Virtual hardware templates are called "flavors" in OpenStack, defining sizes for RAM, disk, number of cores, and so on. The default install provides five flavors.
These are configurable by admin users (the rights may also be
delegated to other users by redefining the access controls for
compute_extension:flavormanage in
/etc/nova/policy.json on the nova-api server).
To get the list of available flavors on your system, run:
$ nova flavor-list
+----+-----------+-----------+------+-----------+\+-------+-\+-------------+
| ID | Name | Memory_MB | Disk | Ephemeral |/| VCPUs | /| extra_specs |
+----+-----------+-----------+------+-----------+\+-------+-\+-------------+
| 1 | m1.tiny | 512 | 1 | 0 |/| 1 | /| {} |
| 2 | m1.small | 2048 | 10 | 20 |\| 1 | \| {} |
| 3 | m1.medium | 4096 | 10 | 40 |/| 2 | /| {} |
| 4 | m1.large | 8192 | 10 | 80 |\| 4 | \| {} |
| 5 | m1.xlarge | 16384 | 10 | 160 |/| 8 | /| {} |
+----+-----------+-----------+------+-----------+\+-------+-\+-------------+The nova flavor-create command allows authorized users
to create new flavors. Additional flavor manipulation commands can be
shown with the command:
$ nova help | grep flavor
Flavors define a number of parameters, resulting in the user having
a choice of what type of virtual machine to run—just like they would have
if they were purchasing a physical server. Table 10.1, “Flavor parameters” lists the elements that can be set. Note
in particular extra_specs, which can be
used to define free-form characteristics, giving a lot of flexibility
beyond just the size of RAM, CPU, and Disk.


### Exercise goal
Report every line of the records below that includes the string "KŌKEN".

________

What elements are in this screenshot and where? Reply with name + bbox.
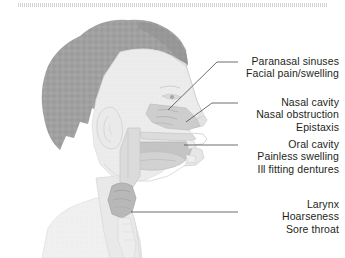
label-line: Epistaxis [256, 121, 339, 133]
label-line: Ill fitting dentures [257, 163, 339, 175]
label-group-paranasal-sinuses: Paranasal sinuses Facial pain/swelling [246, 55, 339, 80]
label-line: Larynx [282, 198, 339, 210]
figure-root: Paranasal sinuses Facial pain/swelling N… [0, 0, 345, 258]
label-line: Hoarseness [282, 210, 339, 222]
label-line: Nasal obstruction [256, 108, 339, 120]
label-line: Nasal cavity [256, 96, 339, 108]
label-group-larynx: Larynx Hoarseness Sore throat [282, 198, 339, 235]
label-line: Oral cavity [257, 138, 339, 150]
label-group-nasal-cavity: Nasal cavity Nasal obstruction Epistaxis [256, 96, 339, 133]
label-line: Sore throat [282, 223, 339, 235]
label-line: Painless swelling [257, 150, 339, 162]
label-line: Facial pain/swelling [246, 67, 339, 79]
label-line: Paranasal sinuses [246, 55, 339, 67]
label-group-oral-cavity: Oral cavity Painless swelling Ill fittin… [257, 138, 339, 175]
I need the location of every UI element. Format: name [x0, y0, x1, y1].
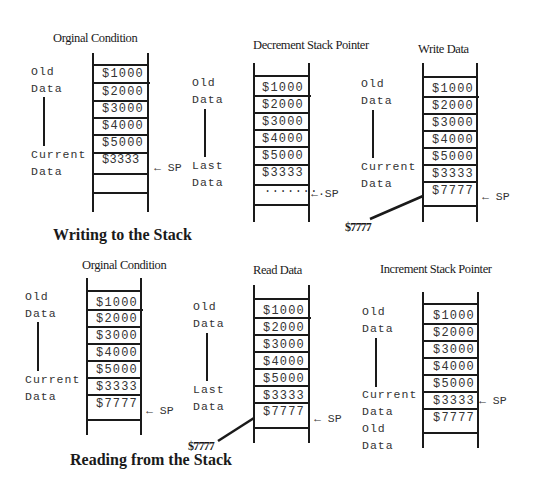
panel-title: Orginal Condition [53, 31, 137, 46]
side-label-top: OldData [193, 298, 225, 332]
stack-cell: $3000 [96, 329, 138, 343]
stack-cell: $2000 [262, 98, 304, 112]
side-label-top: OldData [362, 303, 394, 337]
side-label-top: OldData [192, 74, 224, 108]
panel-title: Increment Stack Pointer [380, 262, 492, 277]
stack-cell: $4000 [432, 133, 474, 147]
stack-cell: $3000 [432, 116, 474, 130]
side-label-bottom: CurrentData OldData [362, 386, 417, 454]
side-label-top: OldData [361, 75, 393, 109]
stack-pointer-label: ←·SP [311, 187, 339, 200]
stack-cell: $7777 [432, 184, 474, 198]
side-label-bottom: CurrentData [31, 146, 86, 180]
stack-cell: $4000 [262, 132, 304, 146]
stack-cell: $1000 [96, 296, 138, 310]
stack-cell: $2000 [102, 85, 144, 99]
stack-cell: $3000 [433, 343, 475, 357]
stack-cell: $3333 [102, 153, 140, 167]
stack-cell: $4000 [102, 119, 144, 133]
stack-cell: $3000 [102, 102, 144, 116]
panel-title: Orginal Condition [82, 258, 166, 273]
side-label-bottom: LastData [192, 157, 224, 191]
stack-cell: $5000 [102, 136, 144, 150]
incoming-value-label: $7777 [345, 220, 371, 235]
stack-cell: $3333 [433, 394, 475, 408]
stack-cell: $4000 [263, 355, 305, 369]
stack-cell: $7777 [433, 411, 475, 425]
stack-cell: $3333 [96, 380, 138, 394]
side-label-bottom: LastData [193, 381, 225, 415]
stack-cell: $1000 [262, 81, 304, 95]
stack-cell: $5000 [262, 149, 304, 163]
stack-cell: $3333 [432, 167, 474, 181]
stack-cell: $1000 [433, 309, 475, 323]
push-connector-line [370, 196, 423, 219]
section-title-writing: Writing to the Stack [53, 226, 192, 244]
stack-pointer-label: ← SP [146, 404, 174, 417]
stack-cell: $4000 [96, 346, 138, 360]
panel-title: Write Data [418, 42, 469, 57]
stack-cell: $3333 [262, 166, 304, 180]
stack-cell: $5000 [263, 372, 305, 386]
stack-cell: $1000 [102, 67, 144, 81]
stack-cell: $2000 [432, 99, 474, 113]
side-label-top: OldData [31, 63, 63, 97]
stack-cell: $7777 [263, 405, 305, 419]
stack-cell: $5000 [96, 363, 138, 377]
panel-title: Read Data [253, 263, 302, 278]
stack-cell: $2000 [263, 321, 305, 335]
stack-cell: $4000 [433, 360, 475, 374]
stack-cell: $3000 [262, 115, 304, 129]
stack-cell: $2000 [96, 312, 138, 326]
outgoing-value-label: $7777 [188, 439, 214, 454]
stack-cell: $5000 [433, 377, 475, 391]
stack-cell: $2000 [433, 326, 475, 340]
stack-cell: $1000 [432, 82, 474, 96]
stack-cell-dotted: ······· [264, 185, 318, 199]
stack-pointer-label: ← SP [479, 394, 507, 407]
stack-cell: $3000 [263, 338, 305, 352]
stack-pointer-label: ← SP [154, 161, 182, 174]
stack-pointer-label: ← SP [314, 412, 342, 425]
panel-title: Decrement Stack Pointer [253, 38, 369, 53]
side-label-bottom: CurrentData [361, 158, 416, 192]
stack-cell: $1000 [263, 304, 305, 318]
pop-connector-line [218, 418, 254, 441]
stack-cell: $7777 [96, 397, 138, 411]
stack-pointer-label: ← SP [482, 190, 510, 203]
side-label-bottom: CurrentData [25, 371, 80, 405]
side-label-top: OldData [25, 288, 57, 322]
stack-cell: $5000 [432, 150, 474, 164]
stack-cell: $3333 [263, 389, 305, 403]
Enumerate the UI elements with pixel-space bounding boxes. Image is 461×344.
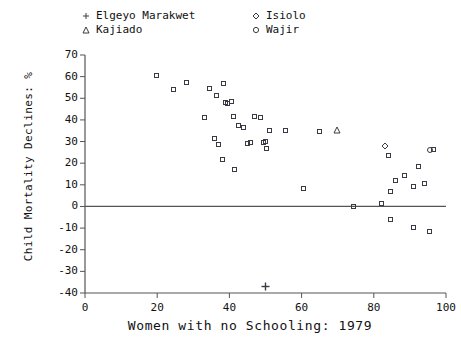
- y-tick-label: 10: [30, 179, 78, 190]
- y-tick-label: 20: [30, 157, 78, 168]
- y-tick-label: 70: [30, 49, 78, 60]
- y-tick-label: 60: [30, 71, 78, 82]
- x-tick-label: 40: [209, 302, 249, 313]
- scatter-chart-figure: Elgeyo Marakwet Kajiado Isiolo: [0, 0, 461, 344]
- x-tick-label: 60: [282, 302, 322, 313]
- y-tick-label: -20: [30, 244, 78, 255]
- plot-area: 706050403020100-10-20-30-40020406080100: [0, 0, 461, 344]
- y-tick-label: -30: [30, 265, 78, 276]
- y-tick-label: 0: [30, 200, 78, 211]
- y-tick-label: -40: [30, 287, 78, 298]
- y-tick-label: 50: [30, 92, 78, 103]
- x-tick-label: 80: [354, 302, 394, 313]
- y-tick-label: -10: [30, 222, 78, 233]
- x-tick-label: 100: [426, 302, 461, 313]
- x-tick-label: 20: [137, 302, 177, 313]
- y-tick-label: 30: [30, 136, 78, 147]
- x-tick-label: 0: [65, 302, 105, 313]
- y-tick-label: 40: [30, 114, 78, 125]
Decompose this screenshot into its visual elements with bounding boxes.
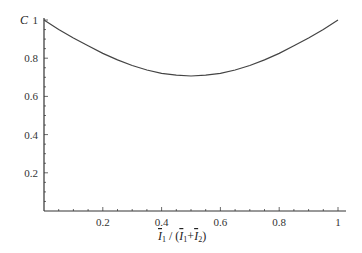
- x-tick-label: 1: [335, 216, 341, 228]
- y-tick-label: 0.6: [24, 90, 38, 102]
- data-line-C: [44, 20, 338, 76]
- y-tick-labels: 0.20.40.60.81: [24, 14, 38, 179]
- x-tick-label: 0.2: [96, 216, 110, 228]
- y-tick-label: 0.2: [24, 167, 38, 179]
- chart: 0.20.40.60.81 0.20.40.60.81 C I1 / (I1+I…: [0, 0, 362, 253]
- y-axis-title: C: [20, 13, 29, 27]
- x-tick-labels: 0.20.40.60.81: [96, 216, 341, 228]
- x-tick-label: 0.8: [272, 216, 286, 228]
- y-tick-label: 0.8: [24, 52, 38, 64]
- y-tick-label: 1: [33, 14, 39, 26]
- x-tick-label: 0.4: [155, 216, 169, 228]
- axis-ticks: [44, 20, 338, 211]
- x-tick-label: 0.6: [214, 216, 228, 228]
- x-axis-title: I1 / (I1+I2): [157, 229, 206, 244]
- y-tick-label: 0.4: [24, 129, 38, 141]
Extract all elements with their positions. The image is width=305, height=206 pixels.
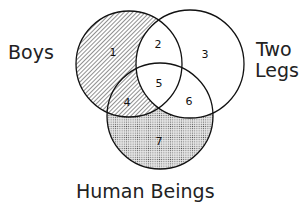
human-beings-label: Human Beings (76, 180, 215, 202)
region-3: 3 (202, 48, 209, 61)
region-5: 5 (156, 77, 163, 90)
region-1: 1 (110, 46, 117, 59)
venn-diagram: 1 2 3 4 5 6 7 (0, 0, 305, 206)
region-6: 6 (186, 95, 193, 108)
region-7: 7 (156, 135, 163, 148)
boys-label: Boys (8, 41, 54, 63)
two-legs-label-line1: Two (256, 38, 292, 60)
region-4: 4 (124, 96, 131, 109)
two-legs-label-line2: Legs (255, 59, 299, 81)
region-2: 2 (155, 38, 162, 51)
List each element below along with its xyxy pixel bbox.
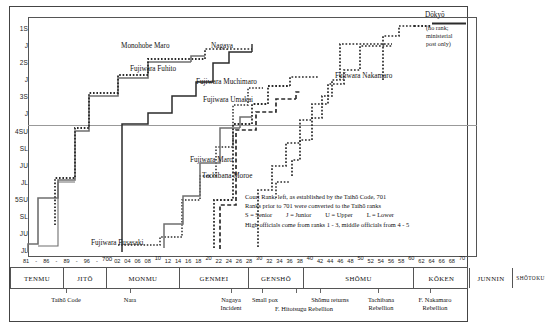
y-label-5su: 5SU xyxy=(10,196,28,203)
x-tick-12: 08 xyxy=(145,258,151,264)
y-label-1j: J xyxy=(10,42,28,49)
y-label-5ju: JU xyxy=(10,230,28,237)
x-tick-18: 20 xyxy=(205,255,211,261)
era-label-junnin: JUNNIN xyxy=(478,275,505,282)
x-tick-29: 42 xyxy=(317,258,323,264)
x-tick-15: 14 xyxy=(175,258,181,264)
era-band-shomu: SHŌMU xyxy=(303,268,413,288)
x-tick-9: 02 xyxy=(114,258,120,264)
x-tick-31: 46 xyxy=(337,258,343,264)
era-band-koken: KŌKEN xyxy=(413,268,469,288)
event-taiho-code-line1: Taihō Code xyxy=(51,296,81,304)
label-dokyo: Dōkyō xyxy=(425,11,445,19)
x-tick-37: 58 xyxy=(398,258,404,264)
event-nagaya-line1: Nagaya xyxy=(221,296,242,304)
event-shomu-returns-line1: Shōmu returns xyxy=(311,296,348,304)
era-band-shotoku: SHŌTOKU xyxy=(512,268,548,288)
era-row-bottom-rule xyxy=(10,288,468,289)
dokyo-note-line2: ministerial xyxy=(426,32,452,40)
x-tick-2: 86 xyxy=(43,258,49,264)
label-fujiwara-maro: Fujiwara Maro xyxy=(190,156,233,164)
rank-4-divider-rule xyxy=(28,125,477,126)
x-tick-6: 96 xyxy=(84,258,90,264)
event-tick-tachibana xyxy=(378,289,379,293)
legend-line-4: High officials come from ranks 1 - 3, mi… xyxy=(245,220,460,229)
era-label-jito: JITŌ xyxy=(77,275,93,282)
era-band-monmu: MONMU xyxy=(106,268,179,288)
label-fujiwara-umakai: Fujiwara Umakai xyxy=(203,96,253,104)
x-tick-42: 68 xyxy=(449,258,455,264)
label-mononobe-maro: Monohobe Maro xyxy=(121,42,170,50)
event-hitotsugu-line1: F. Hitotsugu Rebellion xyxy=(275,305,333,313)
x-tick-14: 12 xyxy=(165,258,171,264)
x-tick-23: 30 xyxy=(256,255,262,261)
label-fujiwara-muchimaro: Fujiwara Muchimaro xyxy=(196,78,257,86)
label-tachibana-moroe: Tachibana Moroe xyxy=(202,172,252,180)
era-band-jito: JITŌ xyxy=(63,268,106,288)
era-label-genmei: GENMEI xyxy=(200,275,229,282)
label-nagaya: Nagaya xyxy=(211,42,233,50)
x-tick-19: 22 xyxy=(216,258,222,264)
legend-box: Court Rank, left, as established by the … xyxy=(245,192,460,229)
y-label-5sl: SL xyxy=(10,213,28,220)
x-tick-7: - xyxy=(96,258,98,264)
event-nakamaro-rebellion: F. Nakamaro Rebellion xyxy=(419,296,452,313)
event-tick-nara xyxy=(130,289,131,293)
x-tick-36: 56 xyxy=(388,258,394,264)
event-tachibana-line1: Tachibana xyxy=(368,296,394,304)
legend-lower: L = Lower xyxy=(367,211,394,218)
x-tick-13: 10 xyxy=(155,255,161,261)
era-label-koken: KŌKEN xyxy=(429,275,455,282)
era-band-tenmu: TENMU xyxy=(10,268,63,288)
plot-axis-left xyxy=(28,17,29,257)
era-band-row: TENMU JITŌ MONMU GENMEI GENSHŌ SHŌMU KŌK… xyxy=(10,268,467,288)
era-band-genmei: GENMEI xyxy=(179,268,248,288)
x-tick-21: 26 xyxy=(236,258,242,264)
event-tick-smallpox xyxy=(262,289,263,293)
x-tick-0: 81 xyxy=(23,258,29,264)
x-tick-38: 60 xyxy=(408,255,414,261)
era-label-shomu: SHŌMU xyxy=(345,275,372,282)
x-tick-5: - xyxy=(76,258,78,264)
x-tick-27: 38 xyxy=(297,258,303,264)
event-nagaya-line2: Incident xyxy=(221,304,242,312)
event-nara-line1: Nara xyxy=(124,296,136,304)
x-tick-16: 16 xyxy=(185,258,191,264)
x-tick-24: 32 xyxy=(266,258,272,264)
event-hitotsugu-rebellion: F. Hitotsugu Rebellion xyxy=(275,305,333,313)
dokyo-note-line3: post only) xyxy=(426,40,451,48)
dokyo-note-line1: (no rank; xyxy=(426,24,449,32)
x-tick-1: - xyxy=(35,258,37,264)
x-tick-3: - xyxy=(55,258,57,264)
x-tick-28: 40 xyxy=(307,255,313,261)
x-tick-20: 24 xyxy=(226,258,232,264)
x-tick-17: 18 xyxy=(195,258,201,264)
y-label-3s: 3S xyxy=(10,93,28,100)
y-label-4sl: SL xyxy=(10,145,28,152)
label-fujiwara-fuhito: Fujiwara Fuhito xyxy=(130,65,176,73)
legend-line-2: Ranks prior to 701 were converted to the… xyxy=(245,201,460,210)
legend-junior: J = Junior xyxy=(286,211,311,218)
label-fujiwara-fusasaki: Fujiwara Fusasaki xyxy=(91,239,144,247)
x-tick-25: 34 xyxy=(276,258,282,264)
event-smallpox-line1: Small pox xyxy=(252,296,278,304)
x-tick-22: 28 xyxy=(246,258,252,264)
x-tick-10: 04 xyxy=(124,258,130,264)
x-tick-26: 36 xyxy=(287,258,293,264)
x-tick-32: 48 xyxy=(347,258,353,264)
legend-upper: U = Upper xyxy=(325,211,352,218)
legend-line-3: S = SeniorJ = JuniorU = UpperL = Lower xyxy=(245,210,460,219)
event-tick-nakamaro xyxy=(430,289,431,293)
event-tick-taiho xyxy=(66,289,67,293)
y-label-5jl: JL xyxy=(10,247,28,254)
event-tick-shomu-returns xyxy=(320,289,321,293)
x-tick-11: 06 xyxy=(134,258,140,264)
era-band-gensho: GENSHŌ xyxy=(248,268,303,288)
event-nara: Nara xyxy=(124,296,136,304)
label-fujiwara-nakamaro: Fujiwara Nakamaro xyxy=(335,72,392,80)
event-nagaya-incident: Nagaya Incident xyxy=(221,296,242,313)
era-label-gensho: GENSHŌ xyxy=(261,275,291,282)
x-tick-33: 50 xyxy=(357,255,363,261)
era-band-junnin: JUNNIN xyxy=(469,268,512,288)
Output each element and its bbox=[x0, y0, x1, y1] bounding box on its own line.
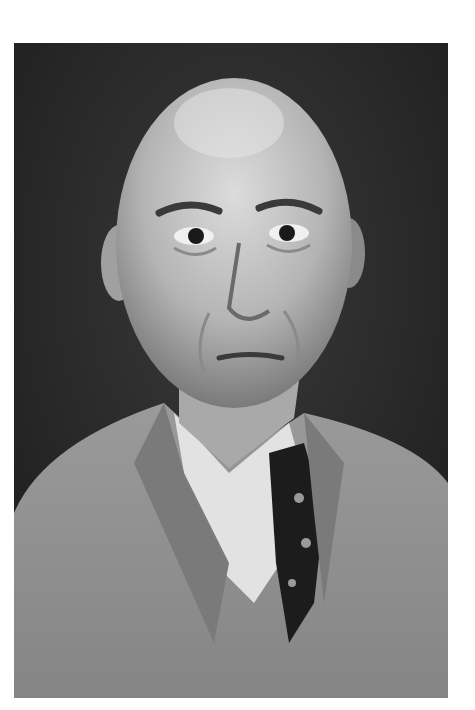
portrait-illustration bbox=[14, 43, 448, 698]
portrait-photo bbox=[14, 43, 448, 698]
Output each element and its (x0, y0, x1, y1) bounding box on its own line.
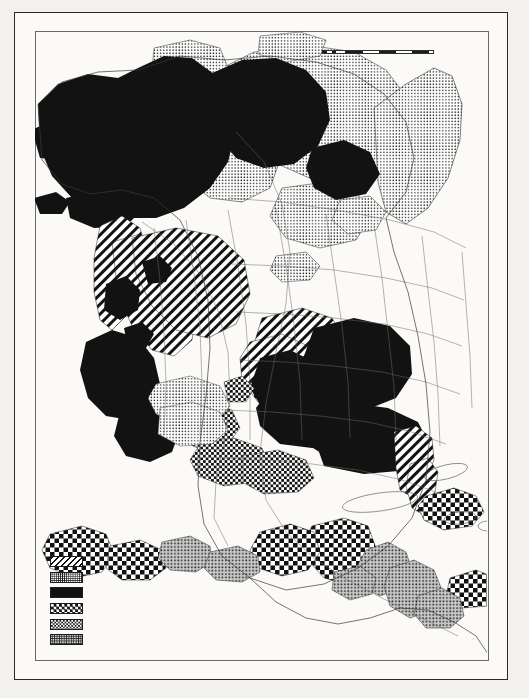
legend-row (50, 554, 350, 570)
legend-row (50, 601, 350, 617)
map-page (0, 0, 529, 698)
legend-swatch-tunnel-entrance (50, 572, 83, 583)
map-legend (50, 554, 350, 648)
legend-row (50, 585, 350, 601)
region-southwest-tunnel-entrance (148, 376, 230, 446)
scale-bar-graphic (322, 50, 434, 54)
scale-tick-labels (322, 43, 434, 50)
legend-swatch-sitting-lounging (50, 634, 83, 645)
scale-bar (322, 42, 434, 54)
legend-row (50, 616, 350, 632)
legend-row (50, 570, 350, 586)
legend-swatch-hammock-modern (50, 619, 83, 630)
legend-swatch-semisubterranean-house (50, 556, 83, 567)
legend-swatch-hammock-aboriginal (50, 603, 83, 614)
legend-swatch-both-of-the-above (50, 587, 83, 598)
legend-row (50, 632, 350, 648)
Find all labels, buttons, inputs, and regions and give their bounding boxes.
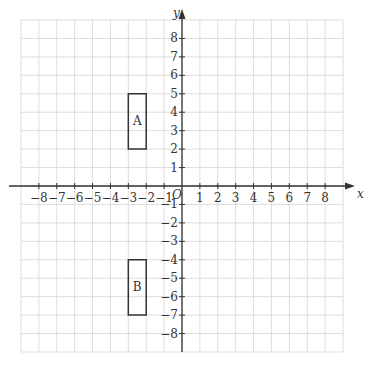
shape-label-a: A bbox=[132, 114, 142, 128]
y-tick-label: 2 bbox=[170, 142, 178, 156]
x-axis-label: x bbox=[357, 187, 364, 201]
x-tick-label: 3 bbox=[232, 191, 240, 205]
x-tick-label: 1 bbox=[196, 191, 204, 205]
y-tick-label: 8 bbox=[170, 31, 178, 45]
x-tick-label: 6 bbox=[286, 191, 294, 205]
x-tick-label: −4 bbox=[102, 191, 120, 205]
x-tick-label: −3 bbox=[119, 191, 137, 205]
x-tick-label: 2 bbox=[214, 191, 222, 205]
y-tick-label: 7 bbox=[170, 50, 178, 64]
y-tick-label: 5 bbox=[170, 87, 178, 101]
y-tick-label: −5 bbox=[160, 271, 178, 285]
x-tick-label: 8 bbox=[321, 191, 329, 205]
y-axis-label: y bbox=[172, 6, 180, 20]
y-tick-label: 4 bbox=[170, 105, 178, 119]
x-tick-label: 5 bbox=[268, 191, 276, 205]
coordinate-grid: xyO −8−7−6−5−4−3−2−11234567887654321−1−2… bbox=[0, 0, 366, 370]
y-tick-label: −1 bbox=[160, 197, 178, 211]
y-tick-label: −6 bbox=[160, 290, 178, 304]
y-tick-label: −7 bbox=[160, 308, 178, 322]
x-tick-label: −7 bbox=[48, 191, 66, 205]
y-tick-label: −4 bbox=[160, 253, 178, 267]
x-axis-arrow-icon bbox=[345, 183, 355, 190]
x-tick-label: 7 bbox=[303, 191, 311, 205]
y-tick-label: 6 bbox=[170, 68, 178, 82]
x-tick-label: 4 bbox=[250, 191, 258, 205]
x-tick-label: −5 bbox=[84, 191, 102, 205]
y-tick-label: −8 bbox=[160, 327, 178, 341]
x-tick-label: −8 bbox=[30, 191, 48, 205]
y-tick-label: −2 bbox=[160, 216, 178, 230]
shape-label-b: B bbox=[133, 280, 142, 294]
x-tick-label: −6 bbox=[66, 191, 84, 205]
y-tick-label: 3 bbox=[170, 124, 178, 138]
x-tick-label: −2 bbox=[137, 191, 155, 205]
y-tick-label: 1 bbox=[170, 161, 178, 175]
y-tick-label: −3 bbox=[160, 234, 178, 248]
axes: xyO bbox=[9, 6, 364, 352]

________

### Reply
era-band-koken: KŌKEN xyxy=(413,268,469,288)
era-label-koken: KŌKEN xyxy=(429,275,455,282)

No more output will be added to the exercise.